Three Questions: John Cassidy

Three Questions is a semi-regular series introducing individuals across the NAB by asking them about their story, their ministry, and what they are learning. These features on members of our NAB family also provide great opportunities to pray for them as we get to know more of their story. This week, we hear from John Cassidy, the lead pastor at Hope Community Church in Antelope, California.

What’s your story?

I was born in Sacramento, California, and raised in Citrus Heights. As a young adult, I moved all over the greater Sacramento area—living in fourteen different places over five years. That season made me love this area even more and helped shape my heart for the communities that call it home.

I grew up in a Christian family. After witnessing a miracle, my parents moved from a Catholic background into a Pentecostal church, and I was brought along. Early on, my understanding of faith was more fear than grace. I was terrified of hell and repeatedly asked Jesus into my heart, hoping I could somehow stay out of trouble with God. As a teenager, I walked away from Jesus altogether. I didn’t understand grace—only failure—and I lived for years believing God was done with me.

When I was 20, something finally clicked. I realized that even though I had walked away from God, he hadn’t walked away from me. For the first time, I began to understand grace—not something I earned, but something freely given. That realization changed everything. I turned back to Jesus, and I’ve been following him ever since.

A few years later, while attending a prayer retreat, I sensed a clear call from God into full-time ministry. I was so certain that I went home and put in my two weeks’ notice at my job—young, unprepared, and without a clear plan. God used that season to teach me dependence and obedience. I served wherever I could, volunteering in youth ministry and prayer gatherings. Three months later, I was hired part time at a Christian school, and shortly after that, the church I was serving stepped out in faith and hired me full time as the Middle School ministry director. That season taught me that God doesn’t wait until you feel ready—he teaches you on the way.

What’s ministry like for you?

My wife Sara and I planted Hope Community Church in 2019 in our living room with twelve people. We serve the community of Antelope in Northern California—a diverse and rapidly growing area where many families have little or no church background. Our heartbeat is simple: we love Jesus and have a passion to share the Gospel with our neighbors.

One of the main reasons we planted in Antelope is the spiritual need. Antelope is home to about 60,000 people, yet only four evangelical churches serve it. Over the past three years, more than 500 new homes have been built, with an additional 450 planned for completion by the end of 2027. Antelope is growing fast, and we need more Gospel presence here—more disciple-makers, more people reaching their neighbors, and more churches rooted in the community.

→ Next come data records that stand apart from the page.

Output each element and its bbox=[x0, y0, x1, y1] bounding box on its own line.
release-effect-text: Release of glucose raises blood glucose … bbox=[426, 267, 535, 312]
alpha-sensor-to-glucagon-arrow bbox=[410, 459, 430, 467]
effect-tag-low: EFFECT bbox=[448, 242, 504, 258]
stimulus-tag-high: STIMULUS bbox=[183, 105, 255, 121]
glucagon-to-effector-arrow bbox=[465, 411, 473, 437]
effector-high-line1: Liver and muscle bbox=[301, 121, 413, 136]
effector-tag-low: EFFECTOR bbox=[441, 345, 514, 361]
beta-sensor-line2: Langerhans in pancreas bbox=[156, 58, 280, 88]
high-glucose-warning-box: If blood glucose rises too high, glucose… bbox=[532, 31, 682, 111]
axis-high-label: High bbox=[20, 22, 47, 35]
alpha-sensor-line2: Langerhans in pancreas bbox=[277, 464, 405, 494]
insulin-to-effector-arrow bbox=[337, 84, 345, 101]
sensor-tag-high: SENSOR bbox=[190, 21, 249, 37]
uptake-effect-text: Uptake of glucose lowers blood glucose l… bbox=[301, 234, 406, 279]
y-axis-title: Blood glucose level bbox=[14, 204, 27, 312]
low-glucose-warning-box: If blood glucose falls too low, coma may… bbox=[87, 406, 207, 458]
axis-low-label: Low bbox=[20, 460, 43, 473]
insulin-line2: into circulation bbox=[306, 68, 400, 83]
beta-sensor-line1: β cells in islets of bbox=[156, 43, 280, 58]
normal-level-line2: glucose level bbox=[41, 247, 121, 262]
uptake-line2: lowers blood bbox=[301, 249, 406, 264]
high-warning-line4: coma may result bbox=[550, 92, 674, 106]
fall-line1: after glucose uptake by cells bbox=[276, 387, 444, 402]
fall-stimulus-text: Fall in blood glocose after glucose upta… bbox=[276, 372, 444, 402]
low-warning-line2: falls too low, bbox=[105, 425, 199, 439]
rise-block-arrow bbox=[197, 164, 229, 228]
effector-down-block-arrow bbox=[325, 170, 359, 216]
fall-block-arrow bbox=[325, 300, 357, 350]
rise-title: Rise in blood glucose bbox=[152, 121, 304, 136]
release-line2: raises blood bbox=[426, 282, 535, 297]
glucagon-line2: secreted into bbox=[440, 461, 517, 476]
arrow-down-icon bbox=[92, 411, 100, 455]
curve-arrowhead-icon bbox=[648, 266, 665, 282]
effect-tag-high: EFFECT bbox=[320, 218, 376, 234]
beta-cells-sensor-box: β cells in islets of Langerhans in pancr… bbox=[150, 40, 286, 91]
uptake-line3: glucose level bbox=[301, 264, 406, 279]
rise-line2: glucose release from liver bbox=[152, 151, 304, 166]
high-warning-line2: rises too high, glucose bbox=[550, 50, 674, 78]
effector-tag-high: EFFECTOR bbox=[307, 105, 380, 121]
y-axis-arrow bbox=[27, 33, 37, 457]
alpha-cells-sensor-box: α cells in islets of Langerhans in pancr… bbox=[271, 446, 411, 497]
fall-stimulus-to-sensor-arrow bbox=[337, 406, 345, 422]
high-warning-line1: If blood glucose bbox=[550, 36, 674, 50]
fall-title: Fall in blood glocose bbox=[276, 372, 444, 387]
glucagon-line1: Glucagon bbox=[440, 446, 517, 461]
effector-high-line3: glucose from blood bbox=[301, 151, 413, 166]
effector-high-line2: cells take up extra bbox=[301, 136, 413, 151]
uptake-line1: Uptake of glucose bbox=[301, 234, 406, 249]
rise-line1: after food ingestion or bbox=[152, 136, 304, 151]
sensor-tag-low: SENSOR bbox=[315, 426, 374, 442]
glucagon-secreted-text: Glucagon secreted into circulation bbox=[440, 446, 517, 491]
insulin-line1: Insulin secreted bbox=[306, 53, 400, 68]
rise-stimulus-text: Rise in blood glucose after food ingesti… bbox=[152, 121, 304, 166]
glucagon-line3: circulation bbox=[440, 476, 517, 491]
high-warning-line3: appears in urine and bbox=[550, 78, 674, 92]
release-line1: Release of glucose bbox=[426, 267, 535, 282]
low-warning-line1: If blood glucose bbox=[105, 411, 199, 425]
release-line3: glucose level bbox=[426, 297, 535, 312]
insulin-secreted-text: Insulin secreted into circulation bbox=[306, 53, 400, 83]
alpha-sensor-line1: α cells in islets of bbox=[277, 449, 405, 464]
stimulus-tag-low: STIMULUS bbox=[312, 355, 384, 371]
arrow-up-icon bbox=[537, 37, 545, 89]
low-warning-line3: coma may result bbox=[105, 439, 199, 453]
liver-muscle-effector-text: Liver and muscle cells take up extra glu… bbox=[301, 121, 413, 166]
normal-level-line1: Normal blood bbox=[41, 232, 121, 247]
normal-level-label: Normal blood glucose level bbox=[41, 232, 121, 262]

Over the years, God has transformed lives in ways I couldn’t make up. One story that captures this is the story of Jesse Hall. I first met Jesse while he was kickboxing in his garage, and I invited him to a chili cook-off our church was hosting. He didn’t come—but that invitation sat on his refrigerator for nearly three months. Eventually, Jesse and his wife Erika walked through our doors after being de-churched for years. God grabbed hold of their lives in powerful ways. Today, after several years of discipleship, Jesse serves as one of our elders. He’s a gifted teacher and a bold witness in our community, and he is currently discipling two men who are emerging as future leaders.

Right now, one of our biggest challenges is discerning our future facility and meeting space. The cost of renting the high school where we meet has increased significantly and is no longer sustainable. We’re praying for a permanent home—not just a building, but a home base for ministry where we can put down deep roots and serve this season with an eye and our heart on the next generation.

What are you learning?

In this season, God is teaching me to wait on him and to trust him. Waiting does not come naturally to me, but I’m learning there is real beauty in it. God often gives us more than we can handle—not to overwhelm us but so we learn to depend on him more fully.

A few months ago, I was on an NAB coaching call with a group of church multipliers. One pastor asked for prayer about purchasing a building that cost $350,000. Internally, I almost laughed. I remember thinking, “That’s it? Raise the money and watch what God can do.” In California, that number didn’t feel overwhelming to me at all. Almost immediately, God convicted me. I realized I have a number that feels just as paralyzing. For us, a church building will likely cost closer to $2 million—and that number feels overwhelming. In that moment, it was as if God gently repeated my own words back to me: “Raise the money. Watch what I can do.”

That experience reminded me that what feels impossible to me is never a problem for God. I’m learning to trust him with numbers, timing, and outcomes—and to keep taking faithful steps even when the path forward feels bigger than I am.

In this season, I’m learning to hold both faith and responsibility together—to take faithful steps while trusting God with what I cannot control. More than anything, I want to remain dependent on Jesus and open to whatever he wants to do through our church in the days ahead.


What a blessing it is to be part of the great North American Baptist Conference community. Would you please take a moment to pray for John and Sara Cassidy, as well as Hope Community Church?